What is expected - Repeat the records below exactly, leaving out every picture.

Recorded data -
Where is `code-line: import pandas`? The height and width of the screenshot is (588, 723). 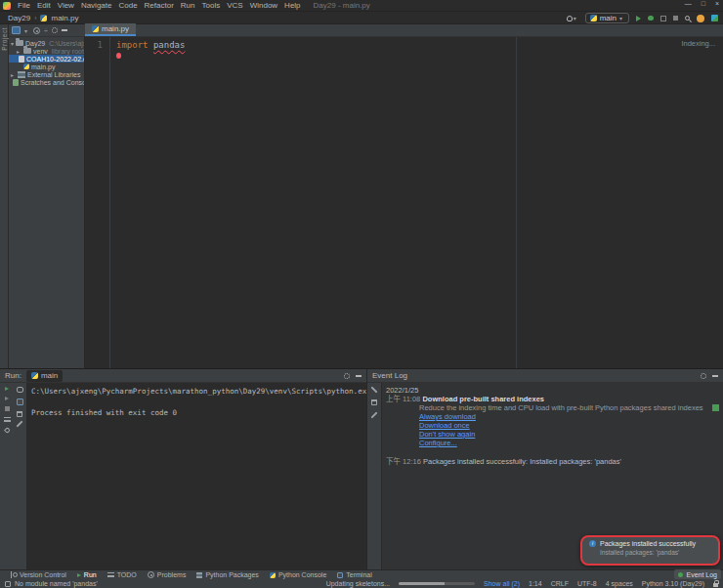
code-line: import pandas is located at coordinates (150, 45).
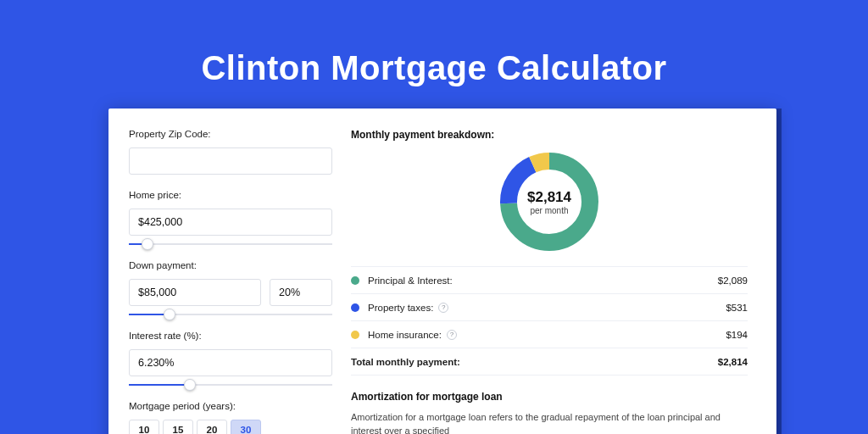 Image resolution: width=868 pixels, height=434 pixels. What do you see at coordinates (231, 417) in the screenshot?
I see `period-group: Mortgage period (years): 10152030` at bounding box center [231, 417].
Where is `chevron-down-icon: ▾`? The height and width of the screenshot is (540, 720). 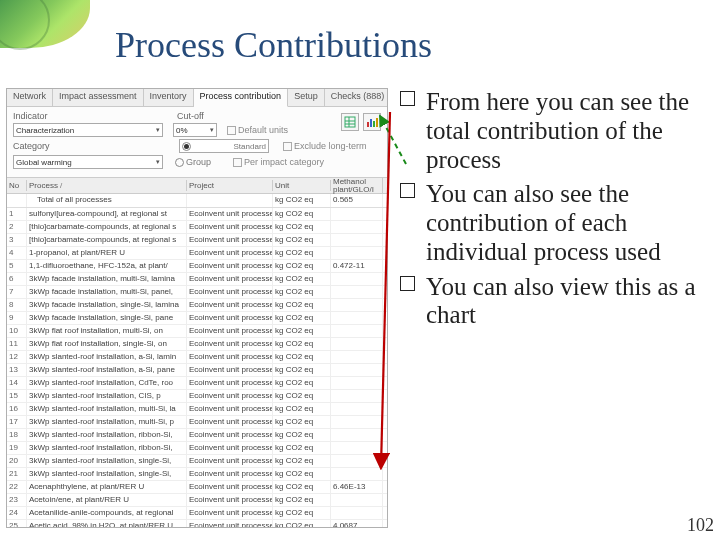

Answer to this task -
Where is `code-line: import pandas`? The height and width of the screenshot is (588, 723). 
code-line: import pandas is located at coordinates (150, 45).
 Image resolution: width=868 pixels, height=434 pixels. What do you see at coordinates (231, 417) in the screenshot?
I see `period-group: Mortgage period (years): 10152030` at bounding box center [231, 417].
Where is `chevron-down-icon: ▾`? The height and width of the screenshot is (540, 720). 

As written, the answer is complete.